Our living room floor was a mess when we moved in. It’s a project that’s been waiting its time behind all the others – the leaky roof, the flaky render, the bowed studding, the drunken sailor of a fenceline, the complete lack of flues and chimney pots in the chimneys and the windows that were so rotted we could squeeze water out of the woodwork. This year, it’s the most urgent job, and it is close to being finished.
The carpenter running the job is a man in love with wood and everything that can be done with wood. He’s serious, practical, pointing out what can and what should be done and listening to what we want. The floorboards that were there originally were oak, ripped up, cracked, stained, cut across in stupid places and replaced with cheap painted pine where they’d been badly damaged by some previous owner, and we thought it was right to have oak there again.

Harry and his partner have taken up the floorboards, removed the old joists (basically, tree branches with a flattened edge cut on them), dug out the soil underneath, put in a damp-proof membrane and a wooden ‘trestle’ structure and nailed a solid deck on the trestle. Then he went off for a few days to prepare the boards themselves.


Our lovely neighbours dropped in to say hi and were politely unimpressed by the new floor. It wasn’t until he returned on Monday and spotted the new boards being stacked in the room, ready to go on top of the basic deck, that he realised that the deck was just the underfloor – there’d be new boards on top of that, replacing what had been there before.
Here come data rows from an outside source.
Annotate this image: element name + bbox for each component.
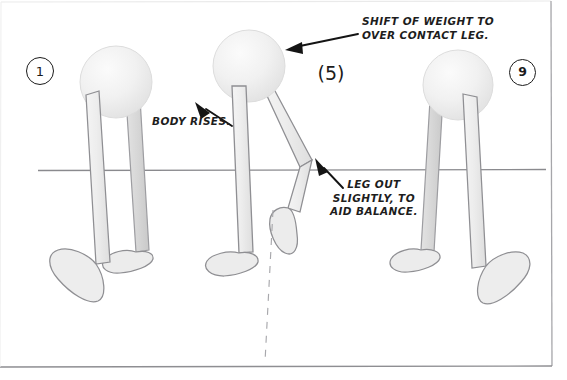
figure9-rear-leg [421, 97, 443, 252]
frame-number-9: 9 [518, 66, 527, 79]
figure9-front-leg [463, 94, 486, 268]
figure5-support-foot [206, 252, 258, 276]
figure5-body [213, 30, 285, 102]
arrow-shift-of-weight [285, 34, 358, 54]
figure5-support-leg [232, 86, 253, 253]
sketch-page: SHIFT OF WEIGHT TO OVER CONTACT LEG. BOD… [0, 0, 567, 380]
figure-frame-1 [50, 46, 153, 302]
figure5-free-leg-thigh [262, 85, 312, 167]
frame-paren-open: ( [318, 62, 325, 84]
frame-paren-close: ) [337, 62, 344, 84]
frame-label-5: (5) [310, 58, 352, 88]
figure5-free-leg-shin [288, 160, 312, 212]
figure5-free-foot [270, 207, 298, 253]
annotation-shift-of-weight: SHIFT OF WEIGHT TO OVER CONTACT LEG. [362, 15, 494, 42]
figure-frame-5 [206, 30, 312, 276]
figure9-body [423, 50, 493, 120]
annotation-body-rises: BODY RISES. [152, 115, 231, 129]
frame-number-1: 1 [36, 64, 44, 77]
frame-label-9: 9 [509, 59, 536, 86]
frame-number-5: 5 [325, 64, 337, 83]
frame-label-1: 1 [26, 57, 54, 85]
figure9-rear-foot [390, 249, 440, 272]
sketch-canvas [0, 0, 567, 380]
annotation-leg-out: LEG OUT SLIGHTLY, TO AID BALANCE. [330, 178, 418, 219]
figure-frame-9 [390, 50, 530, 304]
figure1-rear-leg [126, 98, 149, 252]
The doors have been open all day today and yesterday, and the house was freezing – the pond has a thick layer of ice on it and the cats’ outside water-bowl is frozen solid. The cold has got into the walls and floor and iron radiators and the heating struggles to bring the house up to temperature. The woodshed proved its worth – we had the dining room stove running within minutes of Harry and Ethan packing up and leaving, and we thawed out within an hour. Max settled himself in front of the fire and soaked himself in warmth.
They’ve worked hard all day, with a lot of sawing, planing, fitting into place and nailing and they left it all finished at half five. All the boards are down, and they look incredible. We’ve been shuffling around in there in socks, tracing grain lines and imagining what it will look like when the boards are sanded down and oiled.
The walls need to be repainted, but – we have Floorboards.